The Bank of Canada faces its toughest balancing act in two years: inflation at 3.2% versus an economy that just emerged from back-to-back quarterly contractions.
The Bank of Canada faces its toughest balancing act in two years: inflation at 3.2% versus an economy that just emerged from back-to-back quarterly contractions.

The Bank of Canada faces its toughest balancing act in two years: inflation at 3.2% versus an economy that just emerged from back-to-back quarterly contractions.
OTTAWA — The Bank of Canada is expected to keep its policy rate at 2.25% for a sixth consecutive meeting on Wednesday, as policymakers weigh sticky inflation against a fragile recovery complicated by renewed US-Iran hostilities and the unraveling of North American trade architecture.
All 12 economists surveyed by The Wall Street Journal predict the central bank will hold, with most forecasting no change through the end of 2026 and a rate increase in the first half of next year. The decision marks six straight meetings without a move since the bank's last reduction in October 2025, which brought the rate to the bottom of its estimated neutral range of 2.25% to 3.25%.
"The hurdle for a policy shift, in either direction, is quite high at the moment," said Benjamin Reitzes, economist at BMO Capital Markets. "With no clear near-term catalyst to drive positive economic momentum and the output gap likely to keep underlying inflation contained, policy rates are expected to remain unchanged into next year."
Annual inflation accelerated to 3.2% in May, breaching the central bank's 1% to 3% control range for the first time since December 2023, driven by higher energy costs. Yet measures of core inflation have held near 2%, and gasoline prices retreated after a tentative US-Iran deal last month before last week's re-escalation pushed crude oil higher again. Governor Tiff Macklem said after the June decision the bank would look through the war-related inflation spike but would act if energy costs produced persistent, generalized price pressures.
The economy contracted in the fourth quarter of 2025 and again in the first three months of 2026, meeting the technical definition of a recession. But activity rebounded more strongly than expected in April, and the unemployment rate edged down to 6.5% in June. Still, the recovery remains uneven. A KPMG Canada survey this week found that four out of 10 manufacturers have either moved production to the United States or are considering doing so because of the Trump administration's trade policy, and more than half have paused, reduced or canceled capital spending. Business investment in Canada has declined for five straight quarters.

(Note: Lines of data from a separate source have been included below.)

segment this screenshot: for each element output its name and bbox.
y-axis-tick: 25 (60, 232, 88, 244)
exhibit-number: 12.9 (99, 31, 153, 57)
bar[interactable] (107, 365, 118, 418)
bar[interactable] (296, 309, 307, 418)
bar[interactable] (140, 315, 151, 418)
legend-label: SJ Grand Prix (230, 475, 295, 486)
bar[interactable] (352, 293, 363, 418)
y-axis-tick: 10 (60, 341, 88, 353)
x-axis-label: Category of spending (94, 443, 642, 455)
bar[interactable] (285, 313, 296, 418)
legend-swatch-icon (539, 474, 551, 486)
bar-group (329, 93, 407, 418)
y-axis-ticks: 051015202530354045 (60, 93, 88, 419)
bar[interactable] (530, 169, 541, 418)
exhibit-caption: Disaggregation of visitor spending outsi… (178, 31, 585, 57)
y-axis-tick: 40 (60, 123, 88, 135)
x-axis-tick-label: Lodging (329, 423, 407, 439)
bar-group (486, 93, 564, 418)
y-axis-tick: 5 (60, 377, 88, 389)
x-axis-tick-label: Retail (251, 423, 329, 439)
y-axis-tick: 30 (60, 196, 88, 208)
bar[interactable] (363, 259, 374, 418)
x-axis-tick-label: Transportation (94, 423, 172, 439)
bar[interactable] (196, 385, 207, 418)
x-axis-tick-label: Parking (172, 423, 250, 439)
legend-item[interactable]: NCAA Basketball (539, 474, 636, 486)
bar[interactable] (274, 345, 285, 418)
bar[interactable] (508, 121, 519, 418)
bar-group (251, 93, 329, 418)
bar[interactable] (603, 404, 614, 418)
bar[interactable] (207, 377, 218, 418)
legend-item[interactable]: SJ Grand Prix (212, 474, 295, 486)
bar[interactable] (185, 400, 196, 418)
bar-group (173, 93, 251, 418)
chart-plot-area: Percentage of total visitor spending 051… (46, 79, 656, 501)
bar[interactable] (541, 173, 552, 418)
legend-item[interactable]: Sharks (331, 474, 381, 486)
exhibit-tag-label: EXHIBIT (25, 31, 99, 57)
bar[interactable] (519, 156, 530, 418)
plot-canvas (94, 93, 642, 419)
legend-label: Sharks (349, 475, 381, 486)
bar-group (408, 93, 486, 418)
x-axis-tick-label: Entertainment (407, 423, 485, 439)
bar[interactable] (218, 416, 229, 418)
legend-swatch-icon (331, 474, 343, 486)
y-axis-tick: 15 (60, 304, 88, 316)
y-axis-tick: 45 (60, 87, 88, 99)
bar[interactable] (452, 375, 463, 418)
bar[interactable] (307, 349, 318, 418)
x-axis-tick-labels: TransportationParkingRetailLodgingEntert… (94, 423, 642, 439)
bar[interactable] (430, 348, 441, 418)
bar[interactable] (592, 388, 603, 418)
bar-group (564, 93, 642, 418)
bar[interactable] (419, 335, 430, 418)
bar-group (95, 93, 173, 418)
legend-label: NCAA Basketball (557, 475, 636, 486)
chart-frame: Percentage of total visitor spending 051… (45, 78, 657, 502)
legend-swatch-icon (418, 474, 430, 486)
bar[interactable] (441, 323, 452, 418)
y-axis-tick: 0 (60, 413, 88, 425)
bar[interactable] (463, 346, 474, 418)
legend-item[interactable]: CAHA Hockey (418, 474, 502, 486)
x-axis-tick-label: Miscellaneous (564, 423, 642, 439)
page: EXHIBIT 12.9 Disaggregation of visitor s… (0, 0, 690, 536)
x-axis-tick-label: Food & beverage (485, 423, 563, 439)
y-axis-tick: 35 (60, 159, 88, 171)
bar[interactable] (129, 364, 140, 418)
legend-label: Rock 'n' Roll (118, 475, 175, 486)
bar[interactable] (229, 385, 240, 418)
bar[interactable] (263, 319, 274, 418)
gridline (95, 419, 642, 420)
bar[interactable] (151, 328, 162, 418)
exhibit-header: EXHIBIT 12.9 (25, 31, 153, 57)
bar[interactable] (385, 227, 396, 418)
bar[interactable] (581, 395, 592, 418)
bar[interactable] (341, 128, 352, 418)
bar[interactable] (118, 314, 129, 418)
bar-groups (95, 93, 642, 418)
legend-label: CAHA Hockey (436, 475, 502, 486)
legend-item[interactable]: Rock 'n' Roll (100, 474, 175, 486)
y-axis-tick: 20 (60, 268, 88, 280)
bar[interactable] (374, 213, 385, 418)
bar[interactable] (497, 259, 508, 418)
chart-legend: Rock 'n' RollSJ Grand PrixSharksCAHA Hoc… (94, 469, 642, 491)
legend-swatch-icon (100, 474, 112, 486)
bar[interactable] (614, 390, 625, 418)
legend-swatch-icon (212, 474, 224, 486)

The uncertainty extends to the US-Mexico-Canada trade treaty, which the Trump administration has signaled it will not renew. That, combined with the re-escalation in the Middle East, leaves the Bank of Canada navigating crosscurrents that Andrew Kelvin, chief Canada strategist at TD Securities, said make it "premature to rule out cuts in the medium term given recent choppy activity data, normalization in oil prices, and ongoing uncertainty around USMCA negotiations."
Carl Gomez, chief economist at Centurion Asset Management, offered a contrasting view, arguing that what ails the Canadian economy is structural, not cyclical. "Previous language about concern over inflation likely rules out further rate relief," he said, pointing to the country's adjustment to a sea-change in US trade policy, aging demographics and an artificial-intelligence-driven investment boom.
The Bank of Canada will release its updated quarterly Monetary Policy Report alongside Wednesday's decision, revising the April forecasts of 1.2% growth and 2.3% inflation for 2026. Markets will parse the statement and Macklem's press conference for any shift in forward guidance. The last time the bank held rates for this long — from October 2023 through July 2024 — it eventually cut by 25 basis points as the economy softened. This time, the path is less clear: OIS markets are not pricing a move until mid-2027, while the divergence between the Bank of Canada's neutral stance and potential Federal Reserve action could keep the Canadian dollar under pressure.
This article is for informational purposes only and does not constitute investment advice.